(Stored items)
..........
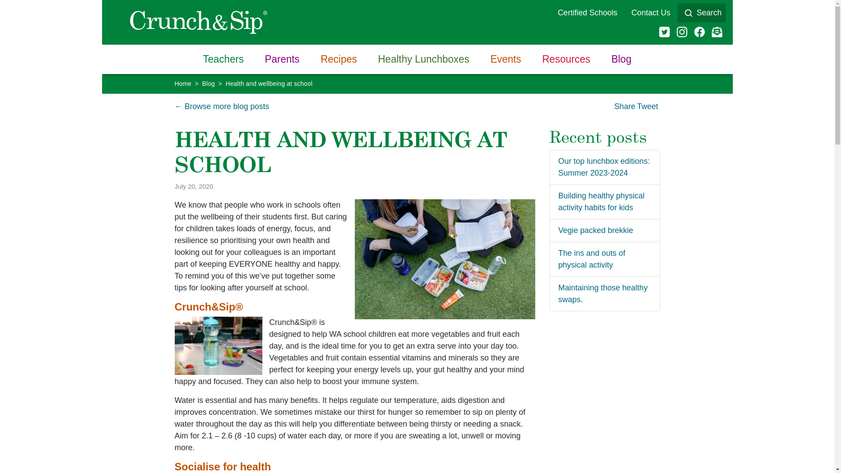  What do you see at coordinates (282, 60) in the screenshot?
I see `Parents` at bounding box center [282, 60].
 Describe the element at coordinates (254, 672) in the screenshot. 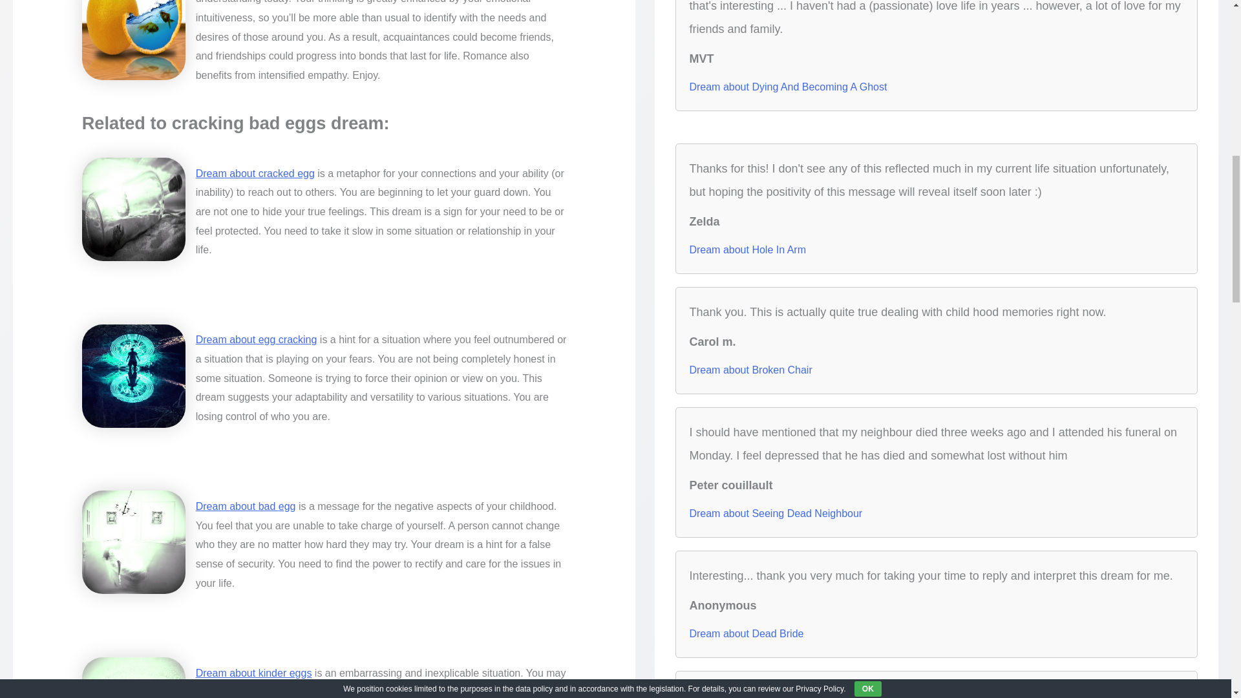

I see `Dream about kinder eggs` at that location.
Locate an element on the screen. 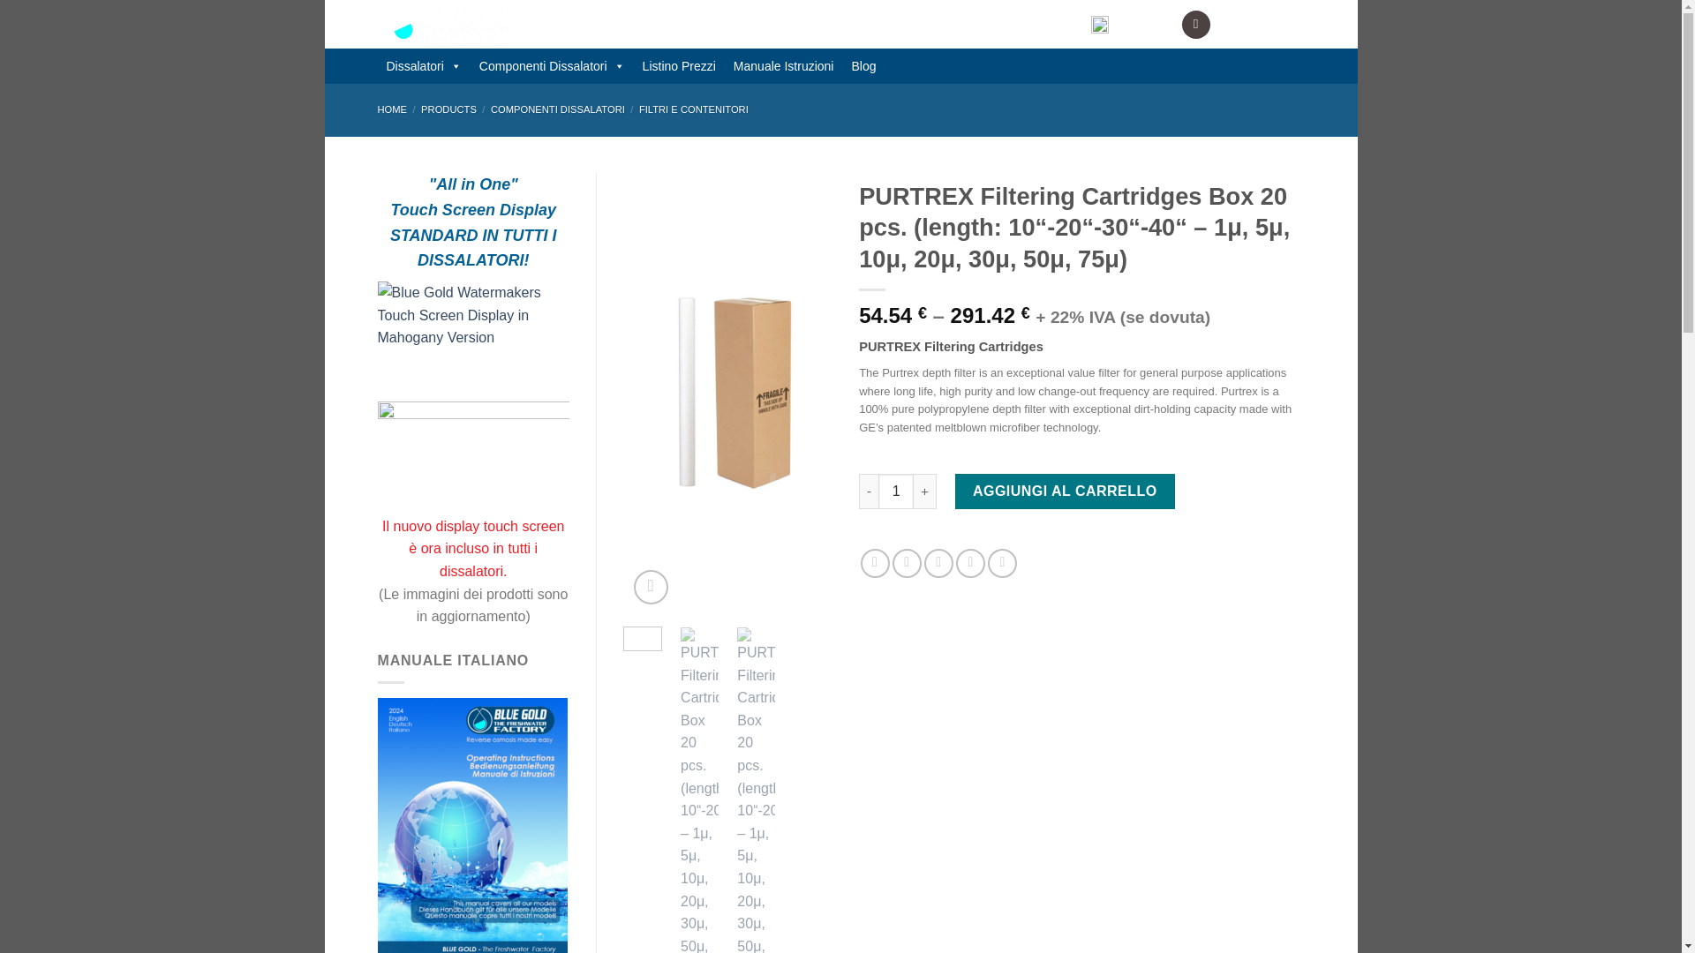  Componenti Dissalatori is located at coordinates (553, 66).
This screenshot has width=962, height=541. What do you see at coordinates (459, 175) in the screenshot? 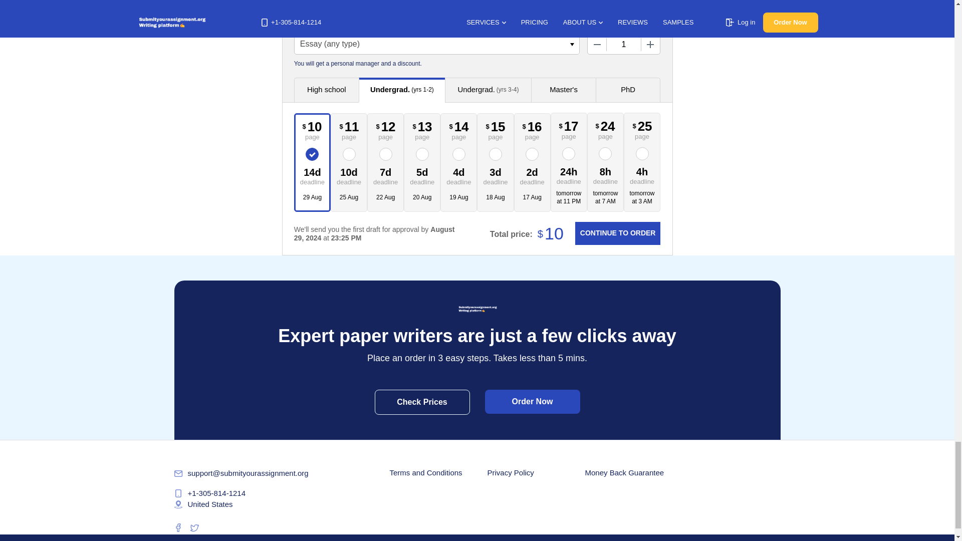
I see `4 days` at bounding box center [459, 175].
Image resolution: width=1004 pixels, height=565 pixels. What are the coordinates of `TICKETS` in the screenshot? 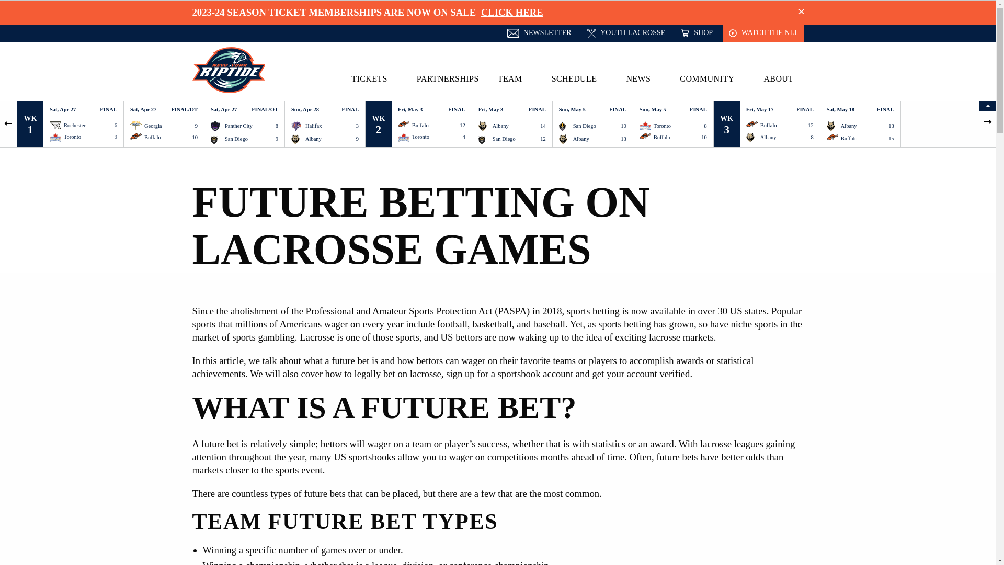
..........
*Instructions for the task*
Repeat only the lines from the one with "This screenshot has" through the end of the data, both included and exactly as written. Pictures stay out of the copy.

*Your solution*
This screenshot has width=962, height=541. What do you see at coordinates (459, 175) in the screenshot? 
I see `4 days` at bounding box center [459, 175].
Image resolution: width=1004 pixels, height=565 pixels. What are the coordinates of `TICKETS` in the screenshot? 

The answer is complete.